CIA director to brief key Senators behind closed doors about Khashoggi killing
CIA Director Gina Haspel on Tuesday will brief a key group of senators behind closed doors on the details of the agency’s assessment that the Saudi crown prince likely ordered the killing of journalist Jamal Khashoggi, just days before the Senate is expected to begin debating a resolution to withdraw support for the Saudi military campaign in Yemen.
The briefing will be just for Senate leaders and the heads of national security committees seen as having a national security interest in Saudi policy regarding Yemen and the intelligence surrounding Khashoggi’s killing, according to multiple people familiar with plans.
Bipartisan leaders from the Senate Foreign Relations Committee, the Senate Armed Services Committee, the Senate Intelligence, and the Appropriations subcommittees that fund the State and Defence departments are expected to be included. The plan for the briefing was first reported by the Wall Street Journal.
Republican and Democratic senators alike have been demanding to hear from Haspel, who was noticeably absent last week from a similar, all-senators briefing with Secretary of State Mike Pompeo and Defence Secretary Jim Mattis. Senators complained that the Trump administration was depriving Congress of key information about the killing of Khashoggi, a Washington Post contributing columnist, by refusing to order Haspel to go to the Hill and explain the CIA’S assessment that Saudi Crown Prince Mohammed bin Salman likely was responsible.
Some senators blamed the White House for barring Haspel’s participation, prompting CIA spokesman Timothy Barrett to declare that nobody had told Haspel not to appear.
But the furor was so serious that even Sen. Lindsey Graham, R-S.C., a close confidante of President Trump’s, said he would refuse to support “any key vote” until Haspel came to the Hill to speak to lawmakers. As the senior Republican on the appropriations panel for the State and foreign operations, Graham will be part of the briefing.
Last week, the Senate took the historic step of voting to take up a resolution, spearheaded by Sens. Bernie Sanders, I-VT., and Mike Lee, R-utah, to end American support for the Saudi-led coalition fighting Houthi rebels in Yemen, where humanitarian conditions have reached a crisis level.
For some of the 14 Republicans who supported the opening procedural step last week, the vote was intended as a warning shot to Trump, to inspire him to start openly condemning Mohammed or withholding military support. Haspel’s briefing may placate some of those senators.
But it is not expected to deter Senate Democrats or the handful of Republicans who believe Saudi Arabia should be rebuked from supporting the Yemen resolution past its next procedural step, a vote that expected to take place in the next few days.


*What the task requires*: Could you repeat every record exactly as it appears?

*Study material*:
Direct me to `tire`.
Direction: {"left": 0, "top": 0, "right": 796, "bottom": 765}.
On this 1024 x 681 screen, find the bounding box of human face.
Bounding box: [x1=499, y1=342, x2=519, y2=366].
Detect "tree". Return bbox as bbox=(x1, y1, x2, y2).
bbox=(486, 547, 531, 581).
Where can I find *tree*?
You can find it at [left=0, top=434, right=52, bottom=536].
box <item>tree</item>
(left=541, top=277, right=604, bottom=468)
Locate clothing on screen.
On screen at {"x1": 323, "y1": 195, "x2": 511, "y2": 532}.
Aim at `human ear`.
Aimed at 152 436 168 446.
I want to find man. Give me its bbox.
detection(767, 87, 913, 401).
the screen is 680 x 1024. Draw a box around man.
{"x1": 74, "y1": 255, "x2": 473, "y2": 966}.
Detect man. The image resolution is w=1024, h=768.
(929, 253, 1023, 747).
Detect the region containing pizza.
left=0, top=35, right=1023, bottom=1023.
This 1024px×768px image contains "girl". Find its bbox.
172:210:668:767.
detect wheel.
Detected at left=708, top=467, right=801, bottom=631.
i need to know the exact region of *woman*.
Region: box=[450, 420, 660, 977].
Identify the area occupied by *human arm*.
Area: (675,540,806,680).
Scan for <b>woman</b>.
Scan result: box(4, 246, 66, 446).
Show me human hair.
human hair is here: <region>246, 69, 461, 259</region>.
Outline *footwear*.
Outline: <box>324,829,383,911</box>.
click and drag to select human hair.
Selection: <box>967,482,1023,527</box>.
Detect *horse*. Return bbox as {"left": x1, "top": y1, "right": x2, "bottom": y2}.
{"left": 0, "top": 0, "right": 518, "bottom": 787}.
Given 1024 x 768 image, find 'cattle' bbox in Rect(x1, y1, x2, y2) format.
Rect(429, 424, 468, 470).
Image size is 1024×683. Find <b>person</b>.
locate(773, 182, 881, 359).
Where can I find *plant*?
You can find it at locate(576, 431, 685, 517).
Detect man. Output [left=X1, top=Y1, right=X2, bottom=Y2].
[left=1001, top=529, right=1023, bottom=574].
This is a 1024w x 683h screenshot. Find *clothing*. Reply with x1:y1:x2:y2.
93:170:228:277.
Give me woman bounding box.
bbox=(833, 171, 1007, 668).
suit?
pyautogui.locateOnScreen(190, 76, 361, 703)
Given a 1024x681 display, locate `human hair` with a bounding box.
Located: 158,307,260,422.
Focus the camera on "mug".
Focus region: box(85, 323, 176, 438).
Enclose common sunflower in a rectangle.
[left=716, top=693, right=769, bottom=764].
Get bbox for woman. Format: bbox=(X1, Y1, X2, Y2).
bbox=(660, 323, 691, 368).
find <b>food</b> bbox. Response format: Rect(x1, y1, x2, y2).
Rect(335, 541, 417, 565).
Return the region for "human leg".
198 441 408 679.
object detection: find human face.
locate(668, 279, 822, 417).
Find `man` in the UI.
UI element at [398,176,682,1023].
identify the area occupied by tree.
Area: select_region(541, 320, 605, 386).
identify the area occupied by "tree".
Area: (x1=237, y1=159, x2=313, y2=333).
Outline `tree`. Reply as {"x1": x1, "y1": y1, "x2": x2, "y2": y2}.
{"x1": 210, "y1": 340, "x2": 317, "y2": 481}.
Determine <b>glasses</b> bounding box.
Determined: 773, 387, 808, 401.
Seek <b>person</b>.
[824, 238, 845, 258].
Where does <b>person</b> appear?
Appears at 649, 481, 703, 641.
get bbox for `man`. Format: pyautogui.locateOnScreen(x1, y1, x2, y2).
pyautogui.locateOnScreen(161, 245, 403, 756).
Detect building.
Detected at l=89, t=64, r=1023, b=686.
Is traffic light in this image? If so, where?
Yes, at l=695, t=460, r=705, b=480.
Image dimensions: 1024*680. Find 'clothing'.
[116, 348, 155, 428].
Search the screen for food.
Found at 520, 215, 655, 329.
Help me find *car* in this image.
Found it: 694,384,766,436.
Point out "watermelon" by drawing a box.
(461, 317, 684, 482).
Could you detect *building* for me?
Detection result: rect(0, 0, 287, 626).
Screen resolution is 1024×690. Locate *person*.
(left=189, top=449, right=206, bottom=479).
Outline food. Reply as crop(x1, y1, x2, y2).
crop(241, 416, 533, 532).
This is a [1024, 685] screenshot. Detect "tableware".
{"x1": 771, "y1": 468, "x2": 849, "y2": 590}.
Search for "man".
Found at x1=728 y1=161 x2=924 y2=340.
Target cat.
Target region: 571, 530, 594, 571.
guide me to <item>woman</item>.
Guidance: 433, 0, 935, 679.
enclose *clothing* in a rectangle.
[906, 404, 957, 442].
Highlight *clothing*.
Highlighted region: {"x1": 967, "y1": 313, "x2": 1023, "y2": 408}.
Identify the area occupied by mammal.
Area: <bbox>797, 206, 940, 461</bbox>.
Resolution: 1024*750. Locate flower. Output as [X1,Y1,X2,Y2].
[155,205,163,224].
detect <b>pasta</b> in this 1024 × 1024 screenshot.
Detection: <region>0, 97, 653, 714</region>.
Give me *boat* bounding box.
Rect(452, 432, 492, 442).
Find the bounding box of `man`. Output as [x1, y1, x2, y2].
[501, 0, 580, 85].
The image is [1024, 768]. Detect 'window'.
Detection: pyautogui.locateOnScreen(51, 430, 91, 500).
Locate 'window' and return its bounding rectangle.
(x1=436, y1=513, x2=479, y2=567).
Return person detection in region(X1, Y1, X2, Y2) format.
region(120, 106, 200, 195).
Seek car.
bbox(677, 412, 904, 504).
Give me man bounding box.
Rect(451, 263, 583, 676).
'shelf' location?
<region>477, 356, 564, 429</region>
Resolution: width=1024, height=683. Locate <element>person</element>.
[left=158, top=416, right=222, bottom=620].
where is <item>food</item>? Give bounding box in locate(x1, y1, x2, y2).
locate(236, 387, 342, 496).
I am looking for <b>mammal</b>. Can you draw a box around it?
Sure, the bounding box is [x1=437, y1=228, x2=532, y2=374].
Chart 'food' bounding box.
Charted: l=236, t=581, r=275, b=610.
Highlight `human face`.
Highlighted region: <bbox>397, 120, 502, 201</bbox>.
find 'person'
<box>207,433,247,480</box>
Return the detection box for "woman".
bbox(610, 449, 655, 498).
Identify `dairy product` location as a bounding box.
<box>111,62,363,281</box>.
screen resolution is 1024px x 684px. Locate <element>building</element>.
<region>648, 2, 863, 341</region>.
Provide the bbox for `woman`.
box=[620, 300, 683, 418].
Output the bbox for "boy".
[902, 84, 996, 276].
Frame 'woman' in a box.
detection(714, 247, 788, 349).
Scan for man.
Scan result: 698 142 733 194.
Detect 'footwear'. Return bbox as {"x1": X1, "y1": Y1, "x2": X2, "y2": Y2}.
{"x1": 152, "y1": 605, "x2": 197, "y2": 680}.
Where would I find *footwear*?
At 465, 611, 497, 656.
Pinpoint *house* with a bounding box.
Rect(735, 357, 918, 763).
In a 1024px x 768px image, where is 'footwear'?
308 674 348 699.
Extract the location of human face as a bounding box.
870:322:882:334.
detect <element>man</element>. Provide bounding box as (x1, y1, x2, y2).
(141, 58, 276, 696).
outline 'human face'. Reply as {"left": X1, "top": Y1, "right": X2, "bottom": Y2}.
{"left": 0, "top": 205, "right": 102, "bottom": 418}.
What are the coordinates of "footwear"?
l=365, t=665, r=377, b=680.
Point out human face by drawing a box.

*Task output*:
Direct me to `tire`.
Direction: {"left": 0, "top": 0, "right": 796, "bottom": 765}.
On this 1024 x 681 screen, find the bounding box of human face.
Bounding box: [x1=499, y1=342, x2=519, y2=366].
Detect "tree". Return bbox as bbox=(x1, y1, x2, y2).
bbox=(486, 547, 531, 581).
Where can I find *tree*?
You can find it at [left=0, top=434, right=52, bottom=536].
box <item>tree</item>
(left=541, top=277, right=604, bottom=468)
Locate clothing on screen.
On screen at {"x1": 323, "y1": 195, "x2": 511, "y2": 532}.
Aim at `human ear`.
Aimed at 152 436 168 446.
I want to find man. Give me its bbox.
detection(767, 87, 913, 401).
the screen is 680 x 1024. Draw a box around man.
{"x1": 74, "y1": 255, "x2": 473, "y2": 966}.
Detect man. The image resolution is w=1024, h=768.
(929, 253, 1023, 747).
Detect the region containing pizza.
left=0, top=35, right=1023, bottom=1023.
This 1024px×768px image contains "girl". Find its bbox.
172:210:668:767.
detect wheel.
Detected at left=708, top=467, right=801, bottom=631.
i need to know the exact region of *woman*.
Region: box=[450, 420, 660, 977].
Identify the area occupied by *human arm*.
Area: (675,540,806,680).
Scan for <b>woman</b>.
Scan result: box(4, 246, 66, 446).
Show me human hair.
human hair is here: <region>246, 69, 461, 259</region>.
Outline *footwear*.
Outline: <box>324,829,383,911</box>.
click and drag to select human hair.
Selection: <box>967,482,1023,527</box>.
Detect *horse*. Return bbox as {"left": x1, "top": y1, "right": x2, "bottom": y2}.
{"left": 0, "top": 0, "right": 518, "bottom": 787}.
Given 1024 x 768 image, find 'cattle' bbox in Rect(x1, y1, x2, y2) format.
Rect(429, 424, 468, 470).
Image size is 1024×683. Find <b>person</b>.
locate(773, 182, 881, 359).
Where can I find *plant*?
You can find it at locate(576, 431, 685, 517).
Detect man. Output [left=X1, top=Y1, right=X2, bottom=Y2].
[left=1001, top=529, right=1023, bottom=574].
This is a 1024w x 683h screenshot. Find *clothing*. Reply with x1:y1:x2:y2.
93:170:228:277.
Give me woman bounding box.
bbox=(833, 171, 1007, 668).
suit?
pyautogui.locateOnScreen(190, 76, 361, 703)
Given a 1024x681 display, locate `human hair` with a bounding box.
Located: 158,307,260,422.
Focus the camera on "mug".
Focus region: box(85, 323, 176, 438).
Enclose common sunflower in a rectangle.
[left=716, top=693, right=769, bottom=764].
Get bbox for woman. Format: bbox=(X1, Y1, X2, Y2).
bbox=(660, 323, 691, 368).
find <b>food</b> bbox. Response format: Rect(x1, y1, x2, y2).
Rect(335, 541, 417, 565).
Return the region for "human leg".
198 441 408 679.
object detection: find human face.
locate(668, 279, 822, 417).
Find `man` in the UI.
UI element at [398,176,682,1023].
identify the area occupied by tree.
Area: select_region(541, 320, 605, 386).
identify the area occupied by "tree".
Area: (x1=237, y1=159, x2=313, y2=333).
Outline `tree`. Reply as {"x1": x1, "y1": y1, "x2": x2, "y2": y2}.
{"x1": 210, "y1": 340, "x2": 317, "y2": 481}.
Determine <b>glasses</b> bounding box.
Determined: 773, 387, 808, 401.
Seek <b>person</b>.
[824, 238, 845, 258].
Where does <b>person</b> appear?
Appears at 649, 481, 703, 641.
get bbox for `man`. Format: pyautogui.locateOnScreen(x1, y1, x2, y2).
pyautogui.locateOnScreen(161, 245, 403, 756).
Detect building.
Detected at l=89, t=64, r=1023, b=686.
Is traffic light in this image? If so, where?
Yes, at l=695, t=460, r=705, b=480.
Image dimensions: 1024*680. Find 'clothing'.
[116, 348, 155, 428].
Search the screen for food.
Found at 520, 215, 655, 329.
Help me find *car* in this image.
Found it: 694,384,766,436.
Point out "watermelon" by drawing a box.
(461, 317, 684, 482).
Could you detect *building* for me?
Detection result: rect(0, 0, 287, 626).
Screen resolution is 1024×690. Locate *person*.
(left=189, top=449, right=206, bottom=479).
Outline food. Reply as crop(x1, y1, x2, y2).
crop(241, 416, 533, 532).
This is a [1024, 685] screenshot. Detect "tableware".
{"x1": 771, "y1": 468, "x2": 849, "y2": 590}.
Search for "man".
Found at x1=728 y1=161 x2=924 y2=340.
Target cat.
Target region: 571, 530, 594, 571.
guide me to <item>woman</item>.
Guidance: 433, 0, 935, 679.
enclose *clothing* in a rectangle.
[906, 404, 957, 442].
Highlight *clothing*.
Highlighted region: {"x1": 967, "y1": 313, "x2": 1023, "y2": 408}.
Identify the area occupied by mammal.
Area: <bbox>797, 206, 940, 461</bbox>.
Resolution: 1024*750. Locate flower. Output as [X1,Y1,X2,Y2].
[155,205,163,224].
detect <b>pasta</b> in this 1024 × 1024 screenshot.
Detection: <region>0, 97, 653, 714</region>.
Give me *boat* bounding box.
Rect(452, 432, 492, 442).
Find the bounding box of `man`. Output as [x1, y1, x2, y2].
[501, 0, 580, 85].
The image is [1024, 768]. Detect 'window'.
Detection: pyautogui.locateOnScreen(51, 430, 91, 500).
Locate 'window' and return its bounding rectangle.
(x1=436, y1=513, x2=479, y2=567).
Return person detection in region(X1, Y1, X2, Y2) format.
region(120, 106, 200, 195).
Seek car.
bbox(677, 412, 904, 504).
Give me man bounding box.
Rect(451, 263, 583, 676).
'shelf' location?
<region>477, 356, 564, 429</region>
Resolution: width=1024, height=683. Locate <element>person</element>.
[left=158, top=416, right=222, bottom=620].
where is <item>food</item>? Give bounding box in locate(x1, y1, x2, y2).
locate(236, 387, 342, 496).
I am looking for <b>mammal</b>. Can you draw a box around it?
Sure, the bounding box is [x1=437, y1=228, x2=532, y2=374].
Chart 'food' bounding box.
Charted: l=236, t=581, r=275, b=610.
Highlight `human face`.
Highlighted region: <bbox>397, 120, 502, 201</bbox>.
find 'person'
<box>207,433,247,480</box>
Return the detection box for "woman".
bbox(610, 449, 655, 498).
Identify `dairy product` location as a bounding box.
<box>111,62,363,281</box>.
screen resolution is 1024px x 684px. Locate <element>building</element>.
<region>648, 2, 863, 341</region>.
Provide the bbox for `woman`.
box=[620, 300, 683, 418].
Output the bbox for "boy".
[902, 84, 996, 276].
Frame 'woman' in a box.
detection(714, 247, 788, 349).
Scan for man.
Scan result: 698 142 733 194.
Detect 'footwear'. Return bbox as {"x1": X1, "y1": Y1, "x2": X2, "y2": Y2}.
{"x1": 152, "y1": 605, "x2": 197, "y2": 680}.
Where would I find *footwear*?
At 465, 611, 497, 656.
Pinpoint *house* with a bounding box.
Rect(735, 357, 918, 763).
In a 1024px x 768px image, where is 'footwear'?
308 674 348 699.
Extract the location of human face as a bounding box.
870:322:882:334.
detect <element>man</element>. Provide bounding box as (x1, y1, x2, y2).
(141, 58, 276, 696).
outline 'human face'. Reply as {"left": X1, "top": Y1, "right": X2, "bottom": Y2}.
{"left": 0, "top": 205, "right": 102, "bottom": 418}.
What are the coordinates of "footwear"?
l=365, t=665, r=377, b=680.
Point out human face by drawing a box.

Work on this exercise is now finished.